Freud’s Economic Hypothesis: Drives and Instincts

Freud’s Economic Hypothesis

The term “economic” refers to Freud’s hypothesis that posits the existence of an energy that increases, decreases, moves, or is released and distributed by the places that constitute the human psyche, activating their different processes. An example of this energy in Freud’s view was observed in abrupt changes that occur in the intensity of the impulses and experiences (love, desire, fear, etc.) in neurotics.

He speaks of instinctive impulse to refer to these innate, primordial forces that account for human behavior. In psychoanalytic practice, the term used to refer to these impulses is drive. Human instincts would consist of:

  1. The Source: A bodily organ or somatic area creates a drive through an active process. Psychology does not study the process itself, only its psychological manifestation. In the process of organizing drives, various sources give rise to different partial drives that will be integrated into one. The non-integrated drives are manifested in the adult subject as perversions, and are seen in an imaginary or type of behavior. In the case of sexual drives, its source is the erogenous zones. The source is definitely a state of excitement or tension of a body part.
  2. Impulse Imperative: It is the energy factor and driving force of variable intensity that pushes the body toward a welcome in a peremptory fashion, i.e., no possibility that the subject can prevent it, as would be expected if it were an external excitement. The peremptory is the very essence of drive and its character is mainly psychological and not biological.
  3. The End: Satisfaction in the sense of achieving the removal of excitation. Keep in mind that the order is not fixed in the drives, especially in the sexual type. There are also drives inhibited in order, that is, drives that are inhibited before reaching the goal they were going to or diverted from it.
  4. The Object: That by which it manages to drive satisfaction. The object is not fixed to the drives, especially sexual ones, and their range of possibilities is even wider than the ends.

Freud divided human instinctual drives into two categories:

  1. Instincts of Self or Conservation: These are those of individual self-preservation. The prototype would be starvation, not so much as a physical necessity, but as a psychological need.
  2. Sexual Drive: Speaking of sex should not be in a genital sense. What is at stake is a set of partial drives that originate from different somatic sources – erogenous zones – and seek satisfaction. This satisfaction is linked to images and fantasies, which means the organization can find an object and an end adapted to the physical and sociocultural.

After a review in 1920, a second theory of drives emerged, without negating the first but putting it in a new context. There are now two major drives:

  1. Eros or the Life Instincts: They tend to form and keep getting richer unifications. They are governed by the principle of linkage, which seeks to achieve new syntheses and associations between items and between subjects. To the extent that these drives are in the service of creativity, they are integrated under Eros.
  2. Thanatos or Death Instincts: Opposite to those of life, they tend to disengage and lead to living up to its inorganic state, reducing any tension to zero. It is governed by the nirvana principle. These drives tend to the destruction of the subject, and projected outward, manifest as aggressive impulses more or less destructive.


Exercise details: All of the data below should be printed again word for word, pictures excluded.

[Dataset records on visual material]

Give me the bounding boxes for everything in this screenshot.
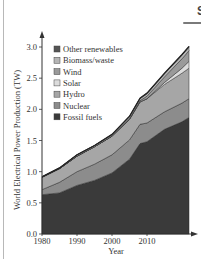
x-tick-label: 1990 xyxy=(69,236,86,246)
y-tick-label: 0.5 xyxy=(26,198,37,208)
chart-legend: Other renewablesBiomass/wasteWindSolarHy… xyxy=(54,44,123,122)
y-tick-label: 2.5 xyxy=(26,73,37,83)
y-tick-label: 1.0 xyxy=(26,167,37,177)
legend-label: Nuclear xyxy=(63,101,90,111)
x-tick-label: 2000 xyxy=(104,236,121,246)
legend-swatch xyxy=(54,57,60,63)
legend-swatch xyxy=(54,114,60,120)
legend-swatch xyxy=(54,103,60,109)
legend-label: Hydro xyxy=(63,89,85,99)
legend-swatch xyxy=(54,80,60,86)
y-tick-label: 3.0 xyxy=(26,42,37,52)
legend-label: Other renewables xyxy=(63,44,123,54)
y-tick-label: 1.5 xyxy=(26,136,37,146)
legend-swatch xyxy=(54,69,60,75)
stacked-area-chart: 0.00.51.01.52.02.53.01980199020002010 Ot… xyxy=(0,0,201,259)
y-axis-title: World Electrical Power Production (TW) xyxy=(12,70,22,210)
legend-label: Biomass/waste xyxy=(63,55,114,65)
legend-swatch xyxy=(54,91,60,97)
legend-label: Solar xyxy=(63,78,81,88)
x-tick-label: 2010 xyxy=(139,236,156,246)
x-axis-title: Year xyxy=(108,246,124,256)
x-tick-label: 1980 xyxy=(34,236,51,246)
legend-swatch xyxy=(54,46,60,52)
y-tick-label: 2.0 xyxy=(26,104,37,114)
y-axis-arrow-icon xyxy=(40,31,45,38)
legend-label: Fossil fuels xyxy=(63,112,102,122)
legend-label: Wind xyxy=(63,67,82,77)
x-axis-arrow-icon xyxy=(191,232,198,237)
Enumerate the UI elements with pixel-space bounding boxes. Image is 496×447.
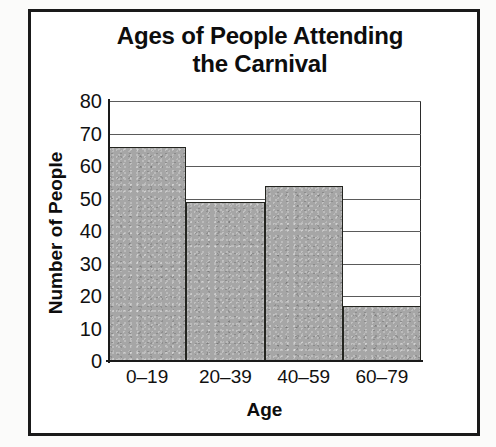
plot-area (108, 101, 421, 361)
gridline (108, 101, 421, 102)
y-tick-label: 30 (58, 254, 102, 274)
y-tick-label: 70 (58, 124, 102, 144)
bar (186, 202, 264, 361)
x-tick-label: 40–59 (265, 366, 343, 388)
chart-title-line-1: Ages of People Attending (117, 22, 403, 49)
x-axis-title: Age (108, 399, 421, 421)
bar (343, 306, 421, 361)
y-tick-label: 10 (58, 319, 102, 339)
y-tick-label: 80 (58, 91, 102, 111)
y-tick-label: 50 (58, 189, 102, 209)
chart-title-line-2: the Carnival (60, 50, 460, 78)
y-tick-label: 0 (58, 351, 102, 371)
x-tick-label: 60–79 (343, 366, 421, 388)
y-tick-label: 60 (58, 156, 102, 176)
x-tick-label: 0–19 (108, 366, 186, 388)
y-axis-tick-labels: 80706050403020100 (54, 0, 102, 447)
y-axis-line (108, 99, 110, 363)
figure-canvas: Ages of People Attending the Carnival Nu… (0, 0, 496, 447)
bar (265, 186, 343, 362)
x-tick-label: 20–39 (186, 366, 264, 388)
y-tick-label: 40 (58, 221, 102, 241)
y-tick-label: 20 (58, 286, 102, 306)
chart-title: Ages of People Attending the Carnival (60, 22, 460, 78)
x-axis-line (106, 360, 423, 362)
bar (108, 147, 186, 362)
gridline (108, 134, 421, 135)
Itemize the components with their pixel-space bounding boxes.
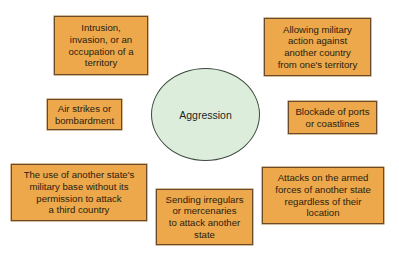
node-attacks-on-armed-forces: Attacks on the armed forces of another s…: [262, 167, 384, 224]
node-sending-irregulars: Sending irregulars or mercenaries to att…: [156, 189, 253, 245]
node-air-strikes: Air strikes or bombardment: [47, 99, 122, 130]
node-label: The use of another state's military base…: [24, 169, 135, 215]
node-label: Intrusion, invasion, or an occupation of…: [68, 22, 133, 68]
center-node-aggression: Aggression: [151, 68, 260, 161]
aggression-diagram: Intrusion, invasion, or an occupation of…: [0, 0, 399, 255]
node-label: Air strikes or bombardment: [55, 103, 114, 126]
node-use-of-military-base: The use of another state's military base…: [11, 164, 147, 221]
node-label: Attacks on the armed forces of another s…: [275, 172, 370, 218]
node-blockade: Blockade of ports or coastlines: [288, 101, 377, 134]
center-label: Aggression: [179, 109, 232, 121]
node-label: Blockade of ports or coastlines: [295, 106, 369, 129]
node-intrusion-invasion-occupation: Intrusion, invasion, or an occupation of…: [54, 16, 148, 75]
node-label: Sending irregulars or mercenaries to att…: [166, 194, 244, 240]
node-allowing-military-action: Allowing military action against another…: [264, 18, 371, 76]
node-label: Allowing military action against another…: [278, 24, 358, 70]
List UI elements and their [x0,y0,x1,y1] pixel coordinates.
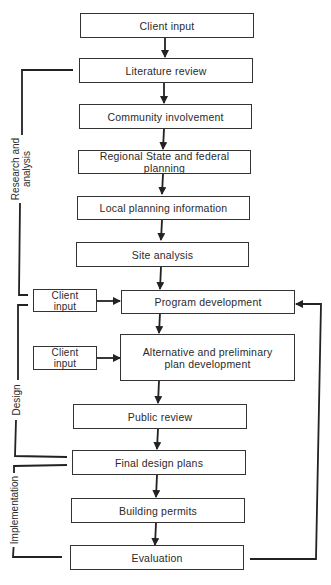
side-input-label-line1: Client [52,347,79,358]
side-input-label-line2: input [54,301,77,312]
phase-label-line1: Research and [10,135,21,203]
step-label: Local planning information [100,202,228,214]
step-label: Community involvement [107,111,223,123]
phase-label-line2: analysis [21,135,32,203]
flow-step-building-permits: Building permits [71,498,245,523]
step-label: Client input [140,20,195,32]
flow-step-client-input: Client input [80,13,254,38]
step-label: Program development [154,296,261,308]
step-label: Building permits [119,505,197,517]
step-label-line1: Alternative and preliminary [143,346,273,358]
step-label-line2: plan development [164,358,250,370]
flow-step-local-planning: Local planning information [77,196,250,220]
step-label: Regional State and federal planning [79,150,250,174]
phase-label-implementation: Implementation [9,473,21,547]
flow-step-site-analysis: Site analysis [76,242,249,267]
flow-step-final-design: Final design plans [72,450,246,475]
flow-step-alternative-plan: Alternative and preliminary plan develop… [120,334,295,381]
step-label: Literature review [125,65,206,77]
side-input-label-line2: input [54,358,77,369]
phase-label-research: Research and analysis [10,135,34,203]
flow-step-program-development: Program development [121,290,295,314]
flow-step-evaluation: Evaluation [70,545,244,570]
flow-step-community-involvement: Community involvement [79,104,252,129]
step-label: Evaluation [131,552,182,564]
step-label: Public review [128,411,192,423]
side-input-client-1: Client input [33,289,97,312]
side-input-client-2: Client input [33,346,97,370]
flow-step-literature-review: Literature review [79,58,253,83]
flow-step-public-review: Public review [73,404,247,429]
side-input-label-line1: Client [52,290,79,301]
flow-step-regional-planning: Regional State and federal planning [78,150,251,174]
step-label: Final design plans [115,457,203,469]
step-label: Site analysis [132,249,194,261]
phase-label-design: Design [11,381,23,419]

Written reply:
Give me the bounding boxes for everything in this screenshot.
x-tick-label: 1990 xyxy=(69,236,86,246)
y-tick-label: 0.5 xyxy=(26,198,37,208)
chart-legend: Other renewablesBiomass/wasteWindSolarHy… xyxy=(54,44,123,122)
y-tick-label: 2.5 xyxy=(26,73,37,83)
y-tick-label: 1.0 xyxy=(26,167,37,177)
legend-label: Nuclear xyxy=(63,101,90,111)
x-tick-label: 2000 xyxy=(104,236,121,246)
legend-swatch xyxy=(54,57,60,63)
legend-swatch xyxy=(54,114,60,120)
legend-swatch xyxy=(54,103,60,109)
legend-label: Hydro xyxy=(63,89,85,99)
legend-swatch xyxy=(54,80,60,86)
y-tick-label: 3.0 xyxy=(26,42,37,52)
legend-label: Other renewables xyxy=(63,44,123,54)
y-tick-label: 1.5 xyxy=(26,136,37,146)
legend-swatch xyxy=(54,69,60,75)
stacked-area-chart: 0.00.51.01.52.02.53.01980199020002010 Ot… xyxy=(0,0,201,259)
y-axis-title: World Electrical Power Production (TW) xyxy=(12,70,22,210)
legend-label: Biomass/waste xyxy=(63,55,114,65)
legend-swatch xyxy=(54,91,60,97)
legend-label: Solar xyxy=(63,78,81,88)
x-tick-label: 2010 xyxy=(139,236,156,246)
x-axis-title: Year xyxy=(108,246,124,256)
x-tick-label: 1980 xyxy=(34,236,51,246)
legend-swatch xyxy=(54,46,60,52)
y-tick-label: 2.0 xyxy=(26,104,37,114)
y-axis-arrow-icon xyxy=(40,31,45,38)
legend-label: Fossil fuels xyxy=(63,112,102,122)
legend-label: Wind xyxy=(63,67,82,77)
x-axis-arrow-icon xyxy=(191,232,198,237)
Enumerate the UI elements with pixel-space bounding boxes. Image is 496×447.
plot-area (108, 101, 421, 361)
gridline (108, 101, 421, 102)
y-tick-label: 30 (58, 254, 102, 274)
y-tick-label: 70 (58, 124, 102, 144)
bar (186, 202, 264, 361)
x-tick-label: 40–59 (265, 366, 343, 388)
chart-title-line-1: Ages of People Attending (117, 22, 403, 49)
x-axis-title: Age (108, 399, 421, 421)
bar (343, 306, 421, 361)
y-tick-label: 10 (58, 319, 102, 339)
y-tick-label: 80 (58, 91, 102, 111)
y-tick-label: 50 (58, 189, 102, 209)
chart-title-line-2: the Carnival (60, 50, 460, 78)
y-tick-label: 0 (58, 351, 102, 371)
x-tick-label: 60–79 (343, 366, 421, 388)
y-tick-label: 60 (58, 156, 102, 176)
x-tick-label: 0–19 (108, 366, 186, 388)
y-axis-tick-labels: 80706050403020100 (54, 0, 102, 447)
y-axis-line (108, 99, 110, 363)
figure-canvas: Ages of People Attending the Carnival Nu… (0, 0, 496, 447)
bar (265, 186, 343, 362)
x-tick-label: 20–39 (186, 366, 264, 388)
y-tick-label: 40 (58, 221, 102, 241)
y-tick-label: 20 (58, 286, 102, 306)
chart-title: Ages of People Attending the Carnival (60, 22, 460, 78)
x-axis-line (106, 360, 423, 362)
bar (108, 147, 186, 362)
gridline (108, 134, 421, 135)
Itemize the components with their pixel-space bounding boxes.
node-attacks-on-armed-forces: Attacks on the armed forces of another s…: [262, 167, 384, 224]
node-sending-irregulars: Sending irregulars or mercenaries to att…: [156, 189, 253, 245]
node-air-strikes: Air strikes or bombardment: [47, 99, 122, 130]
node-label: The use of another state's military base…: [24, 169, 135, 215]
node-label: Intrusion, invasion, or an occupation of…: [68, 22, 133, 68]
center-node-aggression: Aggression: [151, 68, 260, 161]
aggression-diagram: Intrusion, invasion, or an occupation of…: [0, 0, 399, 255]
node-label: Air strikes or bombardment: [55, 103, 114, 126]
node-use-of-military-base: The use of another state's military base…: [11, 164, 147, 221]
node-label: Attacks on the armed forces of another s…: [275, 172, 370, 218]
node-blockade: Blockade of ports or coastlines: [288, 101, 377, 134]
center-label: Aggression: [179, 109, 232, 121]
node-label: Blockade of ports or coastlines: [295, 106, 369, 129]
node-intrusion-invasion-occupation: Intrusion, invasion, or an occupation of…: [54, 16, 148, 75]
node-label: Sending irregulars or mercenaries to att…: [166, 194, 244, 240]
node-allowing-military-action: Allowing military action against another…: [264, 18, 371, 76]
node-label: Allowing military action against another…: [278, 24, 358, 70]
List UI elements and their [x0,y0,x1,y1] pixel coordinates.
side-input-label-line1: Client [52,347,79,358]
side-input-label-line2: input [54,301,77,312]
phase-label-line1: Research and [10,135,21,203]
step-label: Local planning information [100,202,228,214]
step-label: Community involvement [107,111,223,123]
phase-label-line2: analysis [21,135,32,203]
flow-step-building-permits: Building permits [71,498,245,523]
step-label: Client input [140,20,195,32]
flow-step-client-input: Client input [80,13,254,38]
step-label: Program development [154,296,261,308]
step-label: Building permits [119,505,197,517]
step-label-line1: Alternative and preliminary [143,346,273,358]
step-label-line2: plan development [164,358,250,370]
flow-step-local-planning: Local planning information [77,196,250,220]
step-label: Regional State and federal planning [79,150,250,174]
phase-label-implementation: Implementation [9,473,21,547]
flow-step-site-analysis: Site analysis [76,242,249,267]
flow-step-final-design: Final design plans [72,450,246,475]
flow-step-alternative-plan: Alternative and preliminary plan develop… [120,334,295,381]
step-label: Literature review [125,65,206,77]
side-input-label-line2: input [54,358,77,369]
phase-label-research: Research and analysis [10,135,34,203]
flow-step-program-development: Program development [121,290,295,314]
flow-step-evaluation: Evaluation [70,545,244,570]
flow-step-community-involvement: Community involvement [79,104,252,129]
step-label: Evaluation [131,552,182,564]
step-label: Public review [128,411,192,423]
side-input-client-1: Client input [33,289,97,312]
side-input-client-2: Client input [33,346,97,370]
flow-step-literature-review: Literature review [79,58,253,83]
flow-step-public-review: Public review [73,404,247,429]
side-input-label-line1: Client [52,290,79,301]
flow-step-regional-planning: Regional State and federal planning [78,150,251,174]
step-label: Final design plans [115,457,203,469]
step-label: Site analysis [132,249,194,261]
phase-label-design: Design [11,381,23,419]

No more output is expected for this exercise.